Shared by Kathy Berrie
Memories of Morocco: Pastela + Tomato Salad
Memories of Morocco: Pastela + Tomato Salad
Family Journey
Read more about Kathy Berrie in “A Moroccan Lemon Chicken That Marks the Start of the Fast” and try her recipe for chicken with lemon-saffron sauce.
It’s been more than 50 years since Kathy Berrie left Morocco. But, she still faithfully looks after her family’s recipes from Marrakech and Mogador. “Our mother didn’t have television and we didn’t go to the theater,” Kathy explains. Everything was focused around cooking and the family table, which was always open to guests.
She’s protected dishes like pastela, a casserole layered with ground meat and potatoes, spiced with nutmeg and saffron, and lashed with vinegar, that often graced her mother Fiby’s table for the holidays. And a light tomato salad with briny capers to top hand-rolled couscous, which was a summertime favorite when she was growing up. These recipes, which she shared with us at a cooking session in her home this summer, are resilient, having survived a war and a journey across the Atlantic.
Born in 1936, Kathy was still young when World War II reached its way into Morocco bringing with it a palpable anxiety. “My mother would listen to the news every minute and she’d tell us what was going on,” Kathy recalls. “We were very close to being deported.”
Her father, Meyer, who owned a milling company before the war, was forced to hand over the business to the government. And, flour, which was once used in their home to make bread daily became scarce.
She remembers her hometown changing — and the memory of the first time she saw German soldiers in it has stuck with her. After a Shabbat lunch of dafina (a heavy Sabbath stew), while her parents rested, the family housekeeper would take Kathy to a park. On a Saturday afternoon, when she was four or five, Kathy recalls seeing blond haired and blue eyed men aside motorcycles perched by a hotel next to the park. It wasn’t until she returned home, recounting the scene for her mother that she understood who they were.
“It was a scary time,” Kathy adds. But, despite pressure from Vichy France and Nazi Germany, King Mohammed V of Morocco refused to allow the deportation of Jews to concentration camps.
When the war ended, “I remember my father took us to the terrace of my house in Marrakesh and we saw the planes coming in,” she says. The family drove the three hours to Casablanca where the troops had landed.
In the 1950s, as Morocco approached the end of French rule, Kathy recalls fears over how the Jewish community would be treated. She set out for North America, choosing to take a boat by herself at 17 for the experience of a sea journey.
The transition came with its challenges though. Struggling to find her place in a new home, she told her mother, she wanted to return to Morocco. “She said ‘don’t come back, because everyone’s leaving,’” Kathy recalls. Two years later, her mother and sister made their way to Canada too, bringing with them the family recipes for pastela, tomato salad, and Moroccan sweets. The family table and kitchen once again came together, with Kathy joining her mother in the kitchen.
Kathy has tended to those recipes and the family’s lemon chicken (which we will share around Yom Kippur) since. When we asked her about the next generation to cook Fiby’s recipes, she explained that her son Scott is “madly in love with that dish.” But, “everytime Scott cooks lemon chicken, he says: ‘it’s not like yours.’”
“There’s a touch,” Kathy adds. Perhaps it’s one that only comes from a life journey like hers.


■ What you have to do: The answer must be the lines from the one that holds "This screenshot has" through the final line of the data, copied exactly, with no pictures.

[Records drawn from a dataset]
──────────────────────────────
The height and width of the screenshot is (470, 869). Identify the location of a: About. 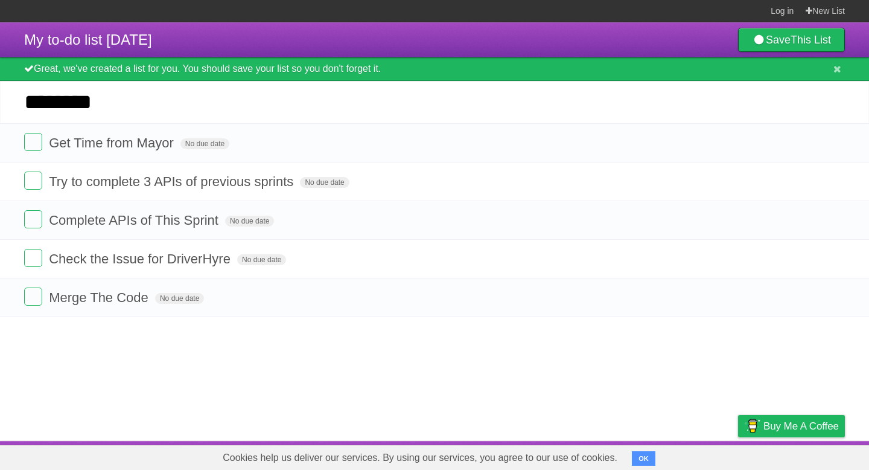
(590, 455).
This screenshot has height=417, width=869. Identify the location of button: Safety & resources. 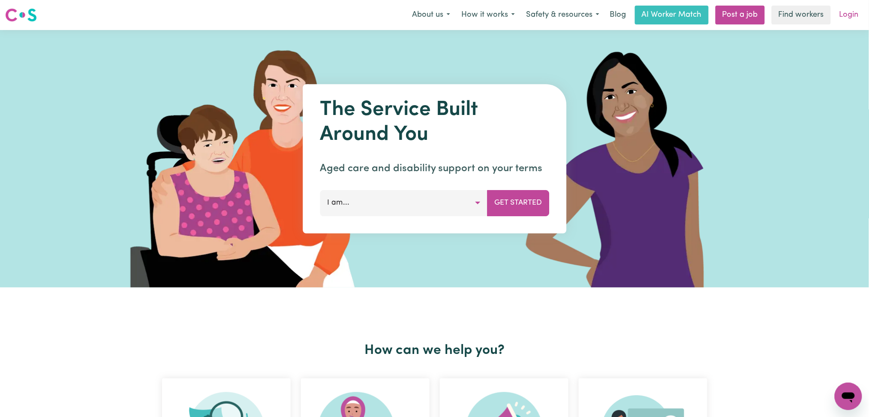
(563, 15).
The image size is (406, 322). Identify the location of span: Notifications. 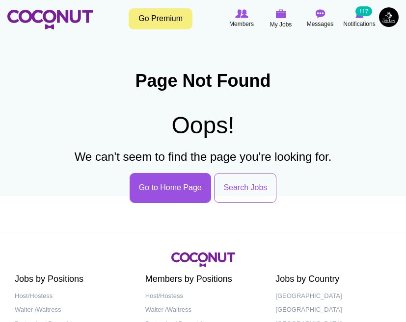
(359, 24).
──────────────────────────────
■ Answer for this exercise:
This screenshot has height=417, width=869. Identify the location of button: Safety & resources. 
(563, 15).
The image size is (406, 322). Identify the location of span: Notifications. 
(359, 24).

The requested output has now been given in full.